The fact that the FCCC reported 180 cases of obstruction shows there is a need for local officials - and perhaps even for those in Beijing - to emancipate their thinking about the role of reporters.

Indeed, foreign reporters can be a great help to mainland China in its attempt to open up to the world. When Chinese officials accept the responsibility of meeting foreign reporters and giving truthful and timely accounts of events, they are not only helping journalists do their job, they are also helping China become a more normal country.

After all, former premier Zhu Rongji explained that China needed to join the World Trade Organisation because it required an outside force to bring about domestic reforms. Without foreign pressure, in the form of WTO regulations, it would be much more difficult for China to make internal reforms.

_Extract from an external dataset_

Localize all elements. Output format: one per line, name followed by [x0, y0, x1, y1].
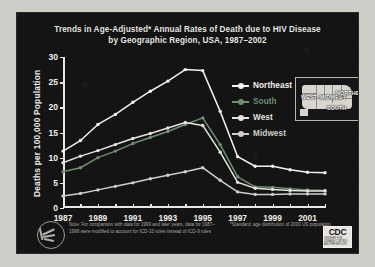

Similarly, it can be argued that foreign correspondents, too, are a force for change in mainland China. And the pressures they bring are causing Beijing to make adjustments, probably earlier and faster than it would otherwise.

Recognition of the positive influence of the foreign media may eventually persuade Beijing to allow the domestic media similar freedoms so that they, too, can contribute to the country's reform.

The fact that this is the 30th anniversary of the opening up of China will no doubt be properly marked by Beijing. And there is no more appropriate way than to advance reforms still further, not just in the economic realm but in the political arena as well, beginning with the freedom of both the foreign and domestic press.

Frank Ching is a Hong Kong-based writer and commentator.